Dr Alison MacDonald
Profile details
Deputy Director (Education and Student Experience)
Biography
BA (Hons), DPhil (Oxon), PG Dip (Oxon), SFHEA
Alison is the Deputy Director of the Department with responsibility for education and student experience. She is the academic lead for the Department’s taught provision and spends her time working with colleagues to help shape the academic offer across the range of open access courses and Undergraduate and Postgraduate award-bearing programmes. Her role involves ensuring that the Department’s provision is of the highest academic quality and accessible to the widest possible audience. She also leads on strategically important initiatives, taking care that all decision-making aligns with the Department’s Mission, Vision and Values, and the University’s strategic ambitions.

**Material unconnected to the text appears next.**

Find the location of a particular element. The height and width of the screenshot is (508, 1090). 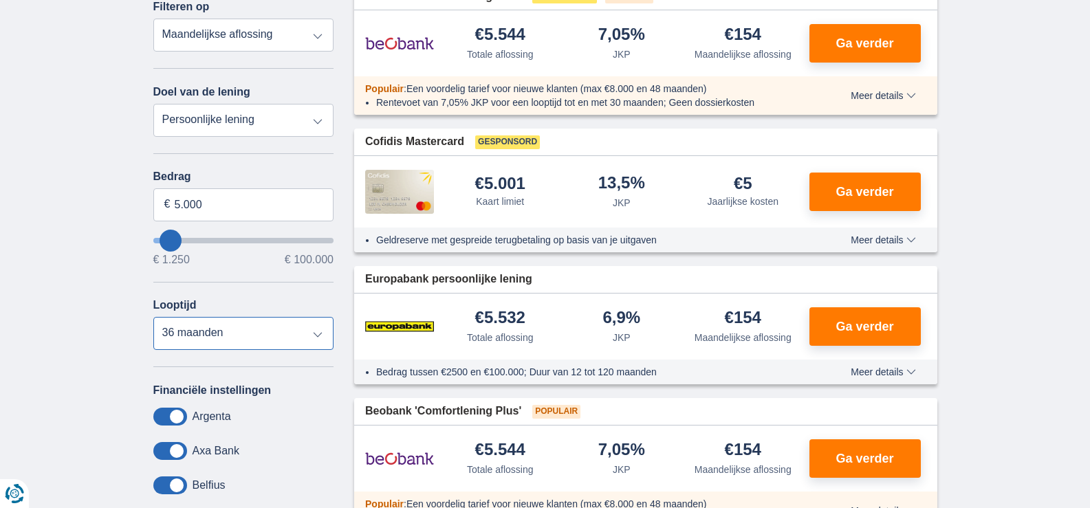

li: Bedrag tussen €2500 en €100.000; Duur van 12 tot 120 maanden is located at coordinates (588, 372).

Alison has a BA in Classical Civilisation and Ancient History from Sheffield University and a DPhil in Classical Archaeology from Oxford University. Her connection with the Department began in the 1990s when she organised placements for professional archaeology postgraduate students. She retains a particular interest in professional archaeology and is a member of the Board of Trustees at Oxford Archaeology.
Research
Starting her research career as a Roman pottery specialist, Alison has worked on a number of landscape archaeology projects in Italy, including the Tuscania Archaeological Survey, the Sangro Valley Survey and the Upper Esino Valley Survey. More recently her research interests have moved to Roman urban life, the study of material culture and object biography, and individuality and expression of identity in the Roman world.
Recent publications
Campbell, C., Ventresca, M. and MacDonald A. (2022) ‘Leadership challenges in arts repatriation for museum governance’, Oxford Answers, Saïd Business School, University of Oxford.
Barker, G. and Rasmussen, T. with contributions by MacDonald, A. et al. (2023) In the Footsteps of the Etruscans. Changing Landscapes around Tuscania from Prehistory to Modernity. London, British School at Rome, Cambridge University Press.